Accelerating Ranking Experimentation at Thumbtack with Interleaving



While A/B tests are rightly considered the gold standard for causal inference, they can also be costly. A typical ranking experiment takes many weeks to complete. This wouldn’t be a big problem if we only had a handful of ideas to try, but Thumbtack’s rankers are powered by ML models that could be improved through any combination of new features, model architectures, and/or training techniques. In other words, there’s a vast space of potential improvements to evaluate, and with A/B testing alone, we don’t have the time to systematically explore it. That’s why we have turned to an experimentation technique called interleaving that powers our tests up to 100X faster than A/B testing. Interleaving is specifically designed to accelerate experiments involving ranked lists by quickly identifying the better of two possible rankings, allowing us to evaluate many more ranking ideas over a much shorter period of time.

To evaluate the impact of a new ranker in an A/B test, we randomly split Thumbtack’s consumers into a control group that sees ordered search results generated by our existing production ranker and a treatment group that sees ordered search results generated by the new ranker. We then perform a hypothesis test to check if there is a statistically significant difference in engagement (e.g. click rate) between the control and treatment groups. In contrast, an interleaving test does not split the consumers into separate groups but rather serves a combined list of search results from the control ranker and the treatment ranker interleaved together.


__What is required__
What follows is a set of entries. Give them again exactly, without the pictures.

__Data__
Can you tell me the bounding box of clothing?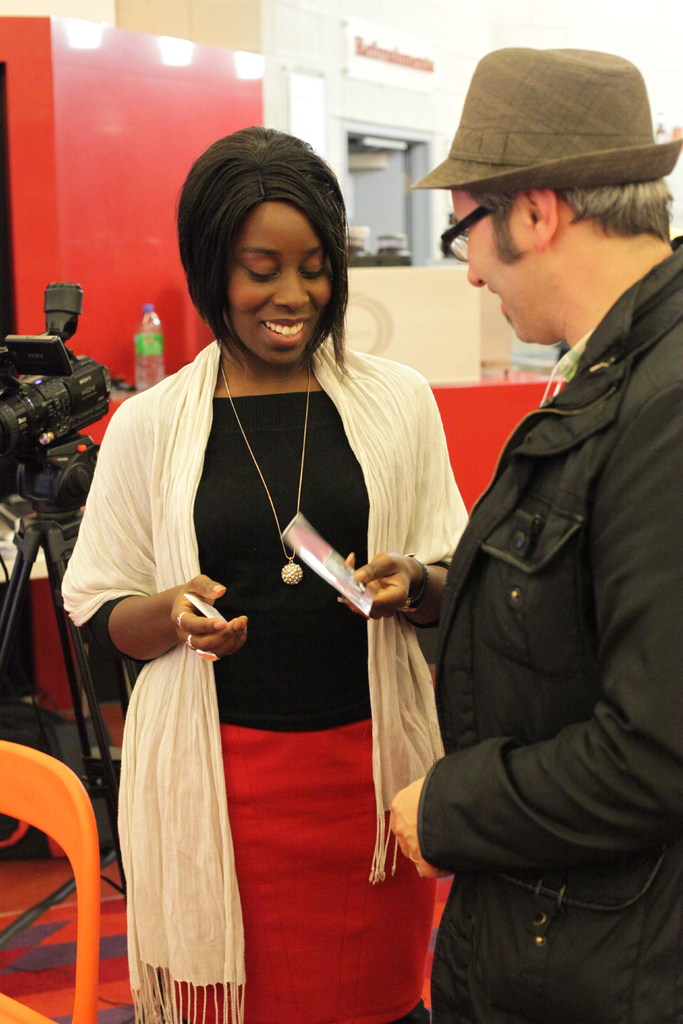
[429,232,682,1023].
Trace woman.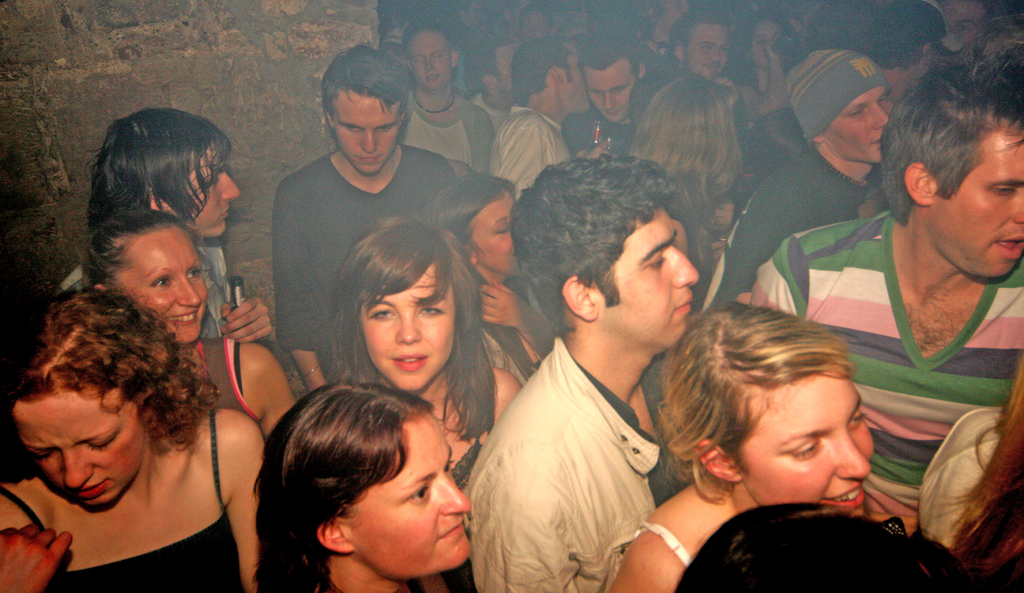
Traced to locate(320, 211, 521, 493).
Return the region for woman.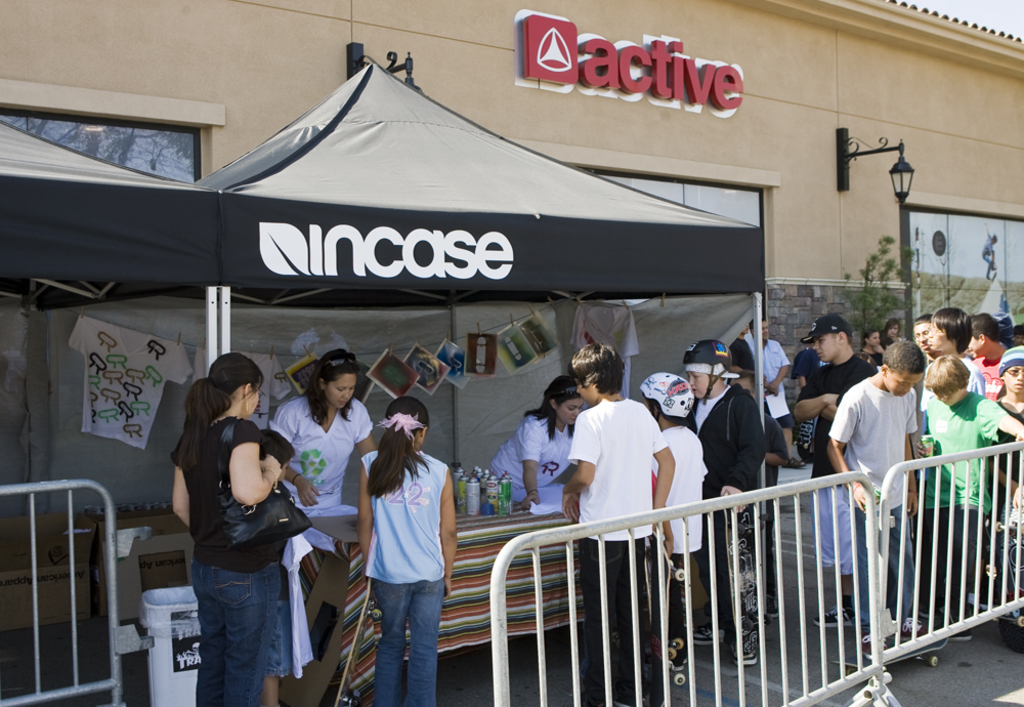
<box>268,347,377,518</box>.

__Expected answer__
Can you tell me the bounding box of clothing?
[429,232,682,1023].
Trace woman.
Traced to locate(320, 211, 521, 493).
Return the region for woman.
<box>268,347,377,518</box>.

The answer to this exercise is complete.